Use CAC for the authoritative company registration record. Use a credit bureau when you need payment behavior, financial health, or director-linked risk analysis on top of the registry extract.

FAQ

Can a foreign company access the Nigeria CAC registry directly?

Yes. The CAC Companies Registration Portal is accessible internationally. Foreign buyers register a CRP account with an email address. No Nigerian national ID is required for standard document searches and orders. International payment acceptance has occasionally been constrained by naira settlement issues, so some foreign buyers use a Nigerian-based agent for payment.

What is the RC number in Nigeria?

The RC number (Registration Certificate number) is the primary identifier for Nigerian companies, issued by the CAC upon incorporation. It is a sequential numeric identifier, typically 6 to 7 digits, prefixed with “RC” (e.g., RC 1234567). For business names, the equivalent is a BN number. For incorporated trustees (NGOs, associations), it is an IT number. Always use the full RC number when conducting compliance verification.

What entity types are registered with CAC?

The CAC registers private companies limited by shares (Ltd), public companies limited by shares (Plc), companies limited by guarantee, unlimited liability companies, limited partnerships, limited liability partnerships (LLPs), business names (sole traders and partnerships), and incorporated trustees. External companies (foreign entities with a Nigerian presence) are also registered. Branch offices of foreign companies appear in CAC records as external company registrations.

Does Nigeria have a beneficial ownership (UBO) registry?

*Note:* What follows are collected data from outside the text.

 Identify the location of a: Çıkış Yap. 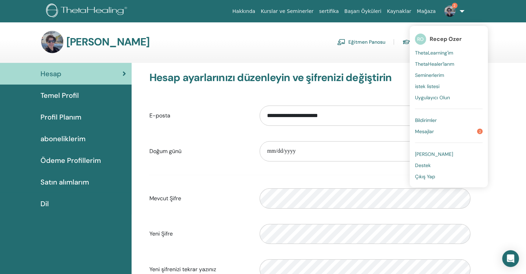
(449, 176).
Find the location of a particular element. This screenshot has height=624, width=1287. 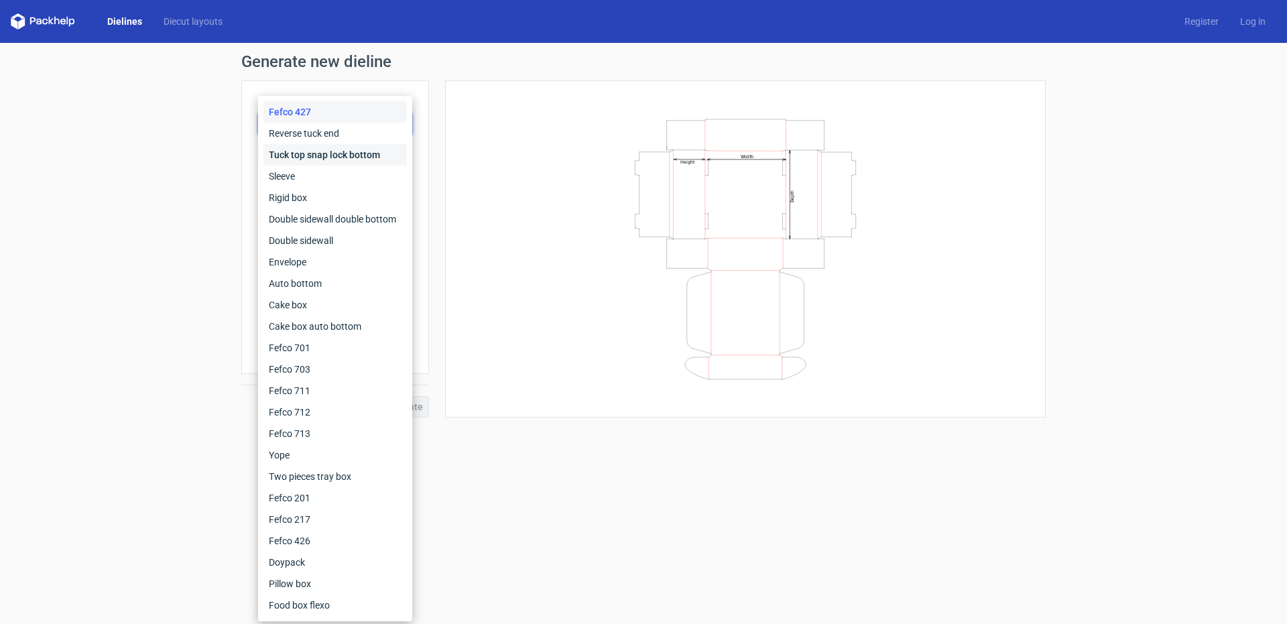

div: Fefco 711 is located at coordinates (335, 391).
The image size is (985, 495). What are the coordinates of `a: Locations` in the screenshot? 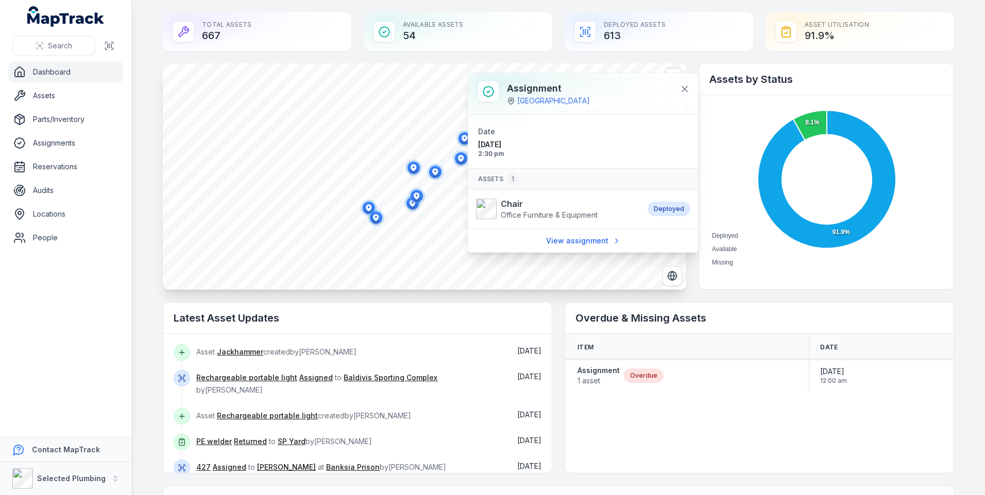 It's located at (65, 214).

Yes. CAMA 2020 introduced a requirement for Nigerian companies to maintain a register of persons with significant control (PSC), defined as persons who hold more than 5% of shares, voting rights, or the right to appoint or remove a majority of directors. Companies must submit their PSC register to the CAC. However, the PSC register is not publicly searchable on the CRP as of May 2026. Access to PSC data is available to the CAC and competent authorities. This framework aligns with FATF Recommendation 24 on beneficial ownership transparency.

How current is the data in the CAC registry?

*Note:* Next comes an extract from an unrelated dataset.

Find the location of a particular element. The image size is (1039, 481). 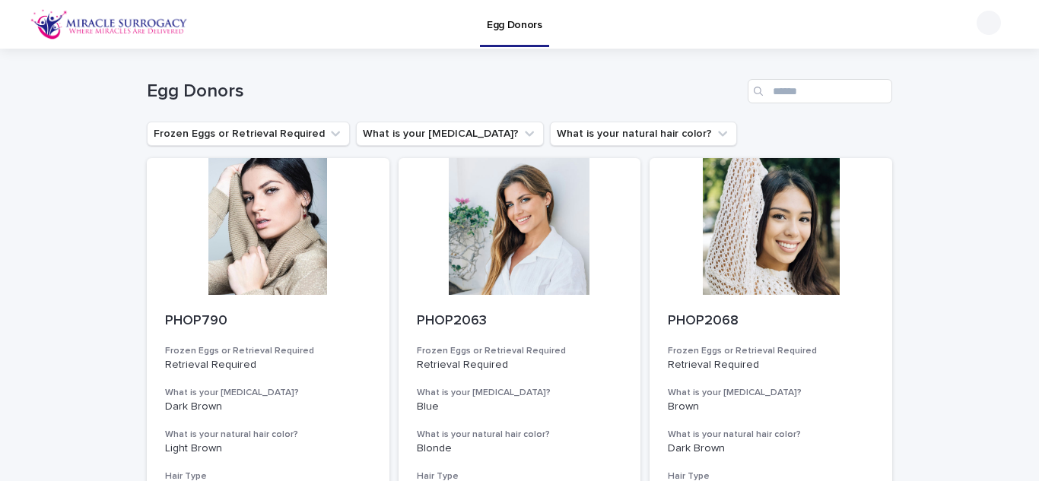

p: PHOP2068 is located at coordinates (770, 322).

CAC data is event-driven and reflects filings made by registered companies. Director changes and share transfers require the company to file the relevant forms (e.g., Form CAC 2A for director changes). Annual returns are due within 18 months of incorporation and annually thereafter. Companies with outstanding annual returns may have outdated records. For time-sensitive compliance decisions, cross-reference the CAC record with a commercial credit bureau report.

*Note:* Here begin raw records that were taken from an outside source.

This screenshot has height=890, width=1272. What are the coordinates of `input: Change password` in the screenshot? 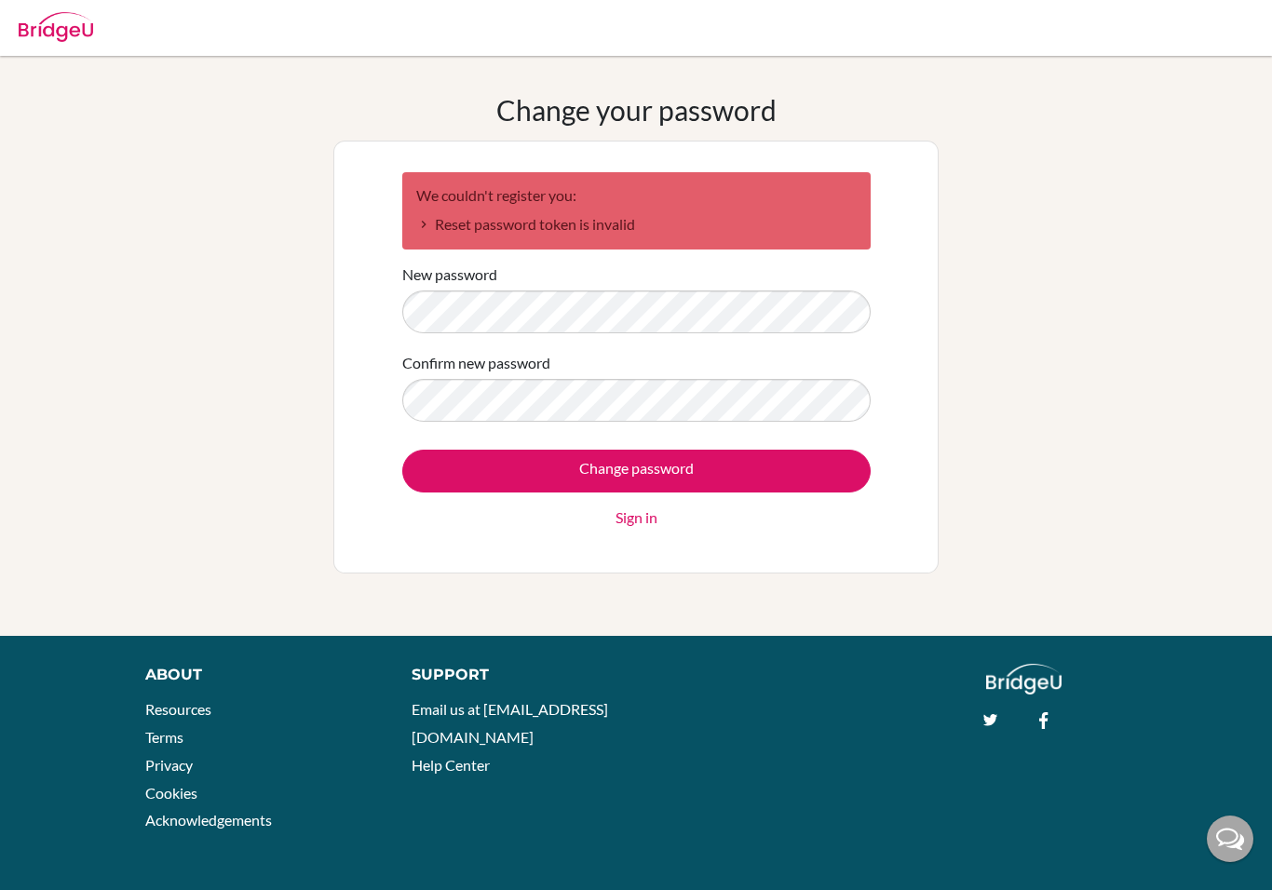 It's located at (636, 471).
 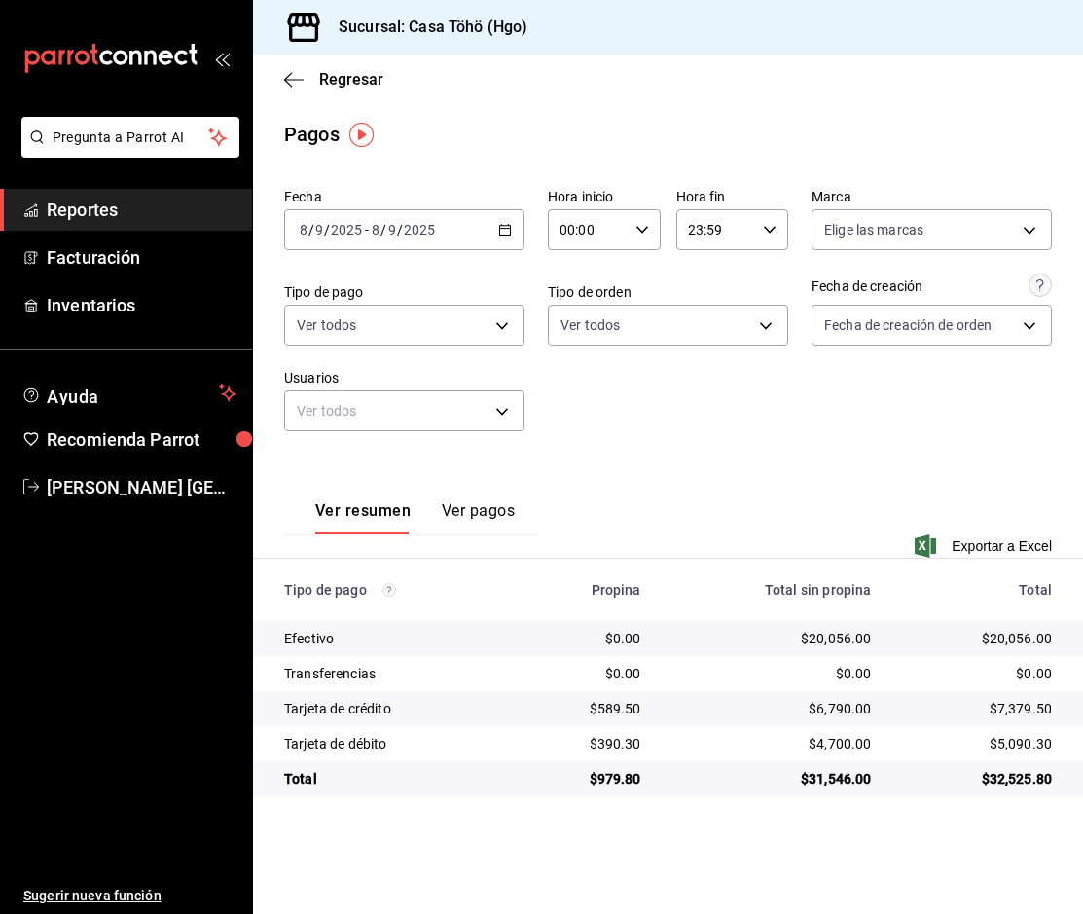 What do you see at coordinates (985, 546) in the screenshot?
I see `button: Exportar a Excel` at bounding box center [985, 546].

Is Nigeria on the FATF grey list?

Yes. Nigeria has been on the FATF Jurisdictions Under Increased Monitoring (grey) list since February 2023, following a mutual evaluation that identified deficiencies in AML/CFT measures. As of May 2026, Nigeria remains on the grey list. Compliance teams should apply enhanced due diligence to Nigerian counterparties consistent with their institution’s EDD policies. Current status can be verified at fatf-gafi.org.

What is the difference between the CAC registry and Nigeria’s tax and financial regulators?

The CAC issues company registration numbers and maintains company filings. The Federal Inland Revenue Service (FIRS) at firs.gov.ng issues Tax Identification Numbers (TIN) and administers corporate income tax. The Central Bank of Nigeria (CBN) at cbn.gov.ng regulates banks and financial institutions separately. A company may be validly registered with the CAC but non-compliant on FIRS filings. For complete due diligence on a Nigerian financial institution or regulated entity, check CAC, FIRS, and the CBN register of licensed institutions.


Last verified: May 2026. Source: Corporate Affairs Commission Nigeria (cac.gov.ng), Nigerian Financial Intelligence Unit (nfiu.gov.ng), FATF (fatf-gafi.org). For the full global due diligence framework, see our Global Business Due Diligence Guide.